Scott <scott.kenny@gmail.com> on 2018-10-01 03:33:33 wrote:Yeah, the naval captain rank versus naval captain position versus ground captain rank leads to quite a bit of amusement in the USN, too. It manages to confuse Marines that haven’t had a sea tour yet!
US Space Force is probably going to get saddled with the USAF’s rank structure, up until we get 20+ people in starship crews (and probably not until we lose a full starship due to a personnel issue that any Navy has had sorted out for a thousand years but no Air Force has ever had to deal with).
Alistair Young <athanasius.skytower@arkane-systems.net> on 2018-09-30 18:27:32 wrote:(And yeah, they try and sort that out at the Academy. Aggressive line officers get FFs and DDs, where such qualities are more useful.)
It is interesting that there appears to be no equivalent of a catapult or other carrier mounted boost system for the AKVs, given that preserving as much as possible of their delta-V would seem to be a valuable design goal. One could conceivably use the point defenses as a beam or pellet-stream propulsion system, but that might be a little clunky given that they’d be optimized for, y’know, point defense. The vector control system would work too, but for that irritating inefficiency thing…

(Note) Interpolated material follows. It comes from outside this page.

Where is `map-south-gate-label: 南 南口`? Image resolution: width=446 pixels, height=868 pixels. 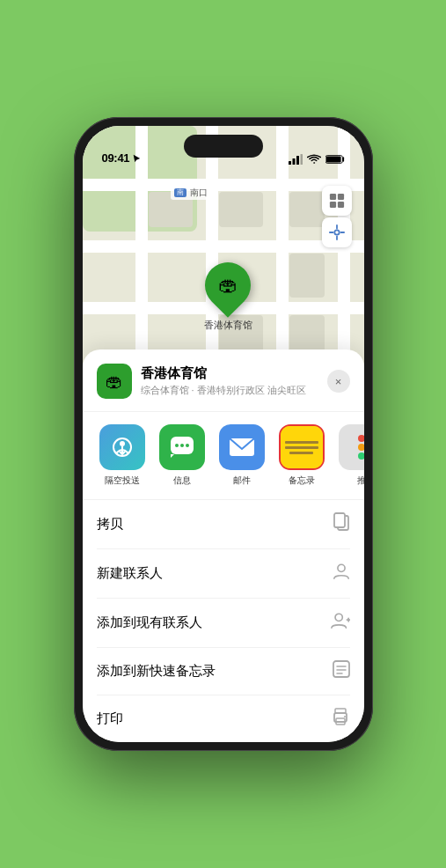 map-south-gate-label: 南 南口 is located at coordinates (192, 193).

Alistair Young <athanasius.skytower@arkane-systems.net> on 2018-09-30 18:24:25 wrote:Oh, it’s there: but it’s not listed as a separate system because, well, every flight deck has a launch/landing accelerator.

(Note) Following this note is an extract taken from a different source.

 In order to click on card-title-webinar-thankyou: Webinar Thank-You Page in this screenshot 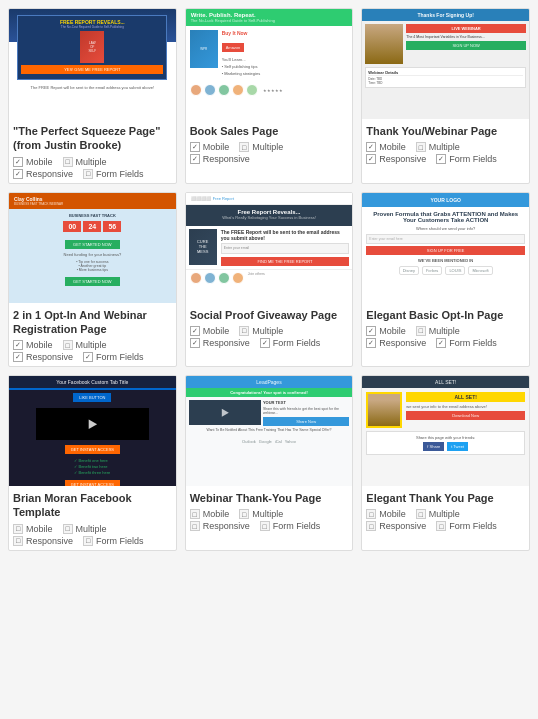, I will do `click(270, 498)`.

Ru <shearwater+eldraeverse@gmail.com> on 2018-10-01 03:43:31 wrote:Right, but a launch system capable of boosting an AKV to a userful velocity would be difficult to distinguish from a large mass driver, which isn’t something I see on the armament list.
Robert Houghton <sudragon2k3@gmail.com> on 2018-10-01 04:59:49 wrote:There’s probably a protocol for dropping something like the beer fridge from the enlisted ranks rec room into the catapult in an emergency…
Ru <shearwater+eldraeverse@gmail.com> on 2018-10-01 06:44:29 wrote:I draw your attention to the following document, paragraph 16:
Things You Are No Longer Allowed To Do In The Imperial Military Service
John D. Bell <jdb@systemsartisans.com> on 2018-10-01 10:31:54 wrote:In re paragraph 16, and Robert’s assumption that it’s an emergency -
If things have gotten so dire that you are flinging random mass at the enemy, no one should be laughing.
Grim smiles, possibly. See also “shooting your wad”.
Alistair Young <athanasius.skytower@arkane-systems.net> on 2018-10-01 10:32:58 wrote:“Case shot and langrage!”
John D. Bell <jdb@systemsartisans.com> on 2018-10-01 11:33:07 wrote:langrage?
Damn, I didn’t know the beer was that strong!
Ru <shearwater+eldraeverse@gmail.com> on 2018-10-01 14:05:13 wrote:<
blockquote>If things have gotten so dire that you are flinging random mass at the enemy, no one should be laughing.
If you’re on a 3 million tonne warship that is designed to operate as part of a fleet of other warships and be run by people who’ve glued their brains to a postsophont superintelligence and you’ve found yourself fighting against a foe so powerful that it wiped out all of that and yet left you, the fridge and the catapult all operational and in a position where they might usefully be used together… well. The laughter is probably coming from the comedian who put together that particular training simulation.